Conservative and Liberal Democrat energy ministers today clashed in public over government policy on wind farms in the countryside.

The Tory energy minister John Hayes condemned the 'peppering' of wind farms across the countryside, insisting: 'Enough is enough.'

He said the spread of turbines 'seems extraordinary' and they should no longer be 'imposed on communities', and said new research on wind turbines would make a far wider assessment of their impact on the rural landscape and property prices.

However, his Lib Dem boss Energy Secretary Ed Davey this morning said government policy had not changed.

He said: 'There are no targets – or caps – for individual renewable technologies such as onshore wind. Nor are there reviews being done of onshore wind on the basis of landscape or property values.

'What we're currently consulting on are ways of making sure local communities feel the benefit of hosting wind farms, and whether our understanding of future costs is accurate.'

Mr Hayes' comments came as music to the ears of campaigners in communities in Norfolk where wind farm plans have been defeated.

Jonathan Powell, chairman of the Creakes Action for Protecting the Environment which has campaigned against six turbines, supported any moves to take into account the impact of turbines on the countryside.

He said: 'We are a nation of 60 million people jammed in a very small island where open spaces are rare and we need to guard them and we need to guard them jealously because most of our population is urban and for them an open space is not being used properly if nothing is being built on it. We need to keep these empty spaces.

'If you look at the amount of carbon saved when measured against the amount of carbon the nation produces, and if you look at the amount of electricity they produce, in both cases they are piddling in the wind.'

However, Geoff Hinchliffe, spokesman for the Campaign Against Nimbyism in Shipdham which has fought a decade-long battle with fellow villagers over plans for two 100m wind turbines, suspected Mr Hayes' comments were more about politics than changing government policy.

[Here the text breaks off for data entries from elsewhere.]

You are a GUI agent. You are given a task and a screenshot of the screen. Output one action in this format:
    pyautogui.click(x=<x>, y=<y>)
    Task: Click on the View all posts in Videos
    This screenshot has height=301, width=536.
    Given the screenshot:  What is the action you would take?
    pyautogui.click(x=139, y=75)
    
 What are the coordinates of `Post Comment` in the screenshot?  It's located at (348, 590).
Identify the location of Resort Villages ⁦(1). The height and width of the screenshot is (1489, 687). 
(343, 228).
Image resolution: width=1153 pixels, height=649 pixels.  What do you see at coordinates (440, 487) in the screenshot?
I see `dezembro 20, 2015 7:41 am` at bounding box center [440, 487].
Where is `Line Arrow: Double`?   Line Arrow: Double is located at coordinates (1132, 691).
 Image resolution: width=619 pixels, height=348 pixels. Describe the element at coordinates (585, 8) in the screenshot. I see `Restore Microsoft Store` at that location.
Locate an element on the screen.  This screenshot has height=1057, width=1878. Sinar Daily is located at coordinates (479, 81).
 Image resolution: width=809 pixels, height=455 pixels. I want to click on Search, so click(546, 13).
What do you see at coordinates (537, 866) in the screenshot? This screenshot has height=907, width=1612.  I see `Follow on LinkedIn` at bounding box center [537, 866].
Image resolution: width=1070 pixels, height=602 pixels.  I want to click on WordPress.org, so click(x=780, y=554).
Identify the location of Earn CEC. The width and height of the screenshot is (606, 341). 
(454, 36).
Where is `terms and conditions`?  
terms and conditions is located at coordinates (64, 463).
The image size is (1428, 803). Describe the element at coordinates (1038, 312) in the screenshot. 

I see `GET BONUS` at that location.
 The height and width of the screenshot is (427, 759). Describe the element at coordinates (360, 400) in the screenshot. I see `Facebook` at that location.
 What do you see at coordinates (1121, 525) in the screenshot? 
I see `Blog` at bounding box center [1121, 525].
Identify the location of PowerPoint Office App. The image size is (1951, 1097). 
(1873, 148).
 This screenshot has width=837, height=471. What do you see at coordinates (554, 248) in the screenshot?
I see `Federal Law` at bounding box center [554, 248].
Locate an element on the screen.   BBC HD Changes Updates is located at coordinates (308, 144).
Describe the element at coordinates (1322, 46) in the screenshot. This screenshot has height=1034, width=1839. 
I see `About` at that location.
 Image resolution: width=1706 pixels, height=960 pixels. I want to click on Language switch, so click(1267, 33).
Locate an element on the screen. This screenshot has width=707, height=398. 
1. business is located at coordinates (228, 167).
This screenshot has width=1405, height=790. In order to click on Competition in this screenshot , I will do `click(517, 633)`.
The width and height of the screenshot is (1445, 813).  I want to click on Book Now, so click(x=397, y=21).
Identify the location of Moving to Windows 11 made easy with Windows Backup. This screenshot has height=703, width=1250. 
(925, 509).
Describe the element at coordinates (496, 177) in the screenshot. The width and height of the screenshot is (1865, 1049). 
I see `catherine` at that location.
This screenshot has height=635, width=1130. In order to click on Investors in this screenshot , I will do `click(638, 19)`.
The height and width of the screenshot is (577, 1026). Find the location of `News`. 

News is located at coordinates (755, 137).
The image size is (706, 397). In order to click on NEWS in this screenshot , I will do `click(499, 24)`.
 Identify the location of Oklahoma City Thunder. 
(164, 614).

He said: 'I want to know what he is playing at because the head of that department is very much in support of them. I think it's party politics again. I think it's the Tories going against the coalition agreement and trying to get their own way again.'

He added that while there were places where wind turbines should not be built because of the impact on the countryside, he believed any government analysis would of the issue would be biased against wind farms, and Mr Hayes was 'scare mongering'.

For more analysis and to find out what councils and environment campaigners in this region think of the plans see tomorrow's paper.